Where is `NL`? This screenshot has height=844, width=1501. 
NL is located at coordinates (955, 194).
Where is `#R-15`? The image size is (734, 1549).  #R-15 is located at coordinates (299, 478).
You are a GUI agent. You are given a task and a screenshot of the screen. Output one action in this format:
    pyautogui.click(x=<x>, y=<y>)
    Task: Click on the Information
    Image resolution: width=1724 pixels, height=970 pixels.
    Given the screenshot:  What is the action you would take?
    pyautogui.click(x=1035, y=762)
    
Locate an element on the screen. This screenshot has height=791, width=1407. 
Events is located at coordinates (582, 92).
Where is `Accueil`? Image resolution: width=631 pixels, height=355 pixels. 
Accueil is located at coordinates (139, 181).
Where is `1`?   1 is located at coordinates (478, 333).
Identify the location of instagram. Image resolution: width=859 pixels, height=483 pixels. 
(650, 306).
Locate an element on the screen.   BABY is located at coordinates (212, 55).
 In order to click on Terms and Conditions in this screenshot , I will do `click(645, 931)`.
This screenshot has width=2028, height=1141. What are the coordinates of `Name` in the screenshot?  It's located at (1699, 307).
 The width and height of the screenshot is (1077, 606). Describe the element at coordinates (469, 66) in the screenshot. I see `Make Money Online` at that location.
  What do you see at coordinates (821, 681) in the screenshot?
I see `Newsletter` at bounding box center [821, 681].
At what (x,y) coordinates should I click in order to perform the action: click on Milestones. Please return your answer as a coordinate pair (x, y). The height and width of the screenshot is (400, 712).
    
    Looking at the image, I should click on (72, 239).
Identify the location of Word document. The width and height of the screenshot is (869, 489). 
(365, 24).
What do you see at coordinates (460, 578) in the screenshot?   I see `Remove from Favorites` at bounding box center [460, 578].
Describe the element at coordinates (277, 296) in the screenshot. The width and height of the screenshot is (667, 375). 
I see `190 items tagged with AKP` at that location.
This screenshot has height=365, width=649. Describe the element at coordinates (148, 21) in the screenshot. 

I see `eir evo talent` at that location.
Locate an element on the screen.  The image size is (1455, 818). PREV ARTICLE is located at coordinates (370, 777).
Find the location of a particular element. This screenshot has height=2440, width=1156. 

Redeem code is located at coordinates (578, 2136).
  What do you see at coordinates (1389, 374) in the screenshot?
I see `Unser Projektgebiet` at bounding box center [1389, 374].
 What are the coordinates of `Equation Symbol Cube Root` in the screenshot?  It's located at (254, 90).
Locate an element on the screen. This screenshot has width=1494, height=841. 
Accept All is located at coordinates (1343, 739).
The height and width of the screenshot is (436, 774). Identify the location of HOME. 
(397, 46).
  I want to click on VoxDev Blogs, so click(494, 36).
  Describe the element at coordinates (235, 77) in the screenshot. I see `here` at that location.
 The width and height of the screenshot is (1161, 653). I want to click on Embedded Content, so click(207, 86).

--

- _EXERCISE REQUIREMENTS_:
Show the lines from the data above that contain the string "size".

- _EXERCISE OUTPUT_:
Where is `#R-15`? The image size is (734, 1549).  #R-15 is located at coordinates (299, 478).
Locate an element on the screen.  The image size is (1455, 818). PREV ARTICLE is located at coordinates (370, 777).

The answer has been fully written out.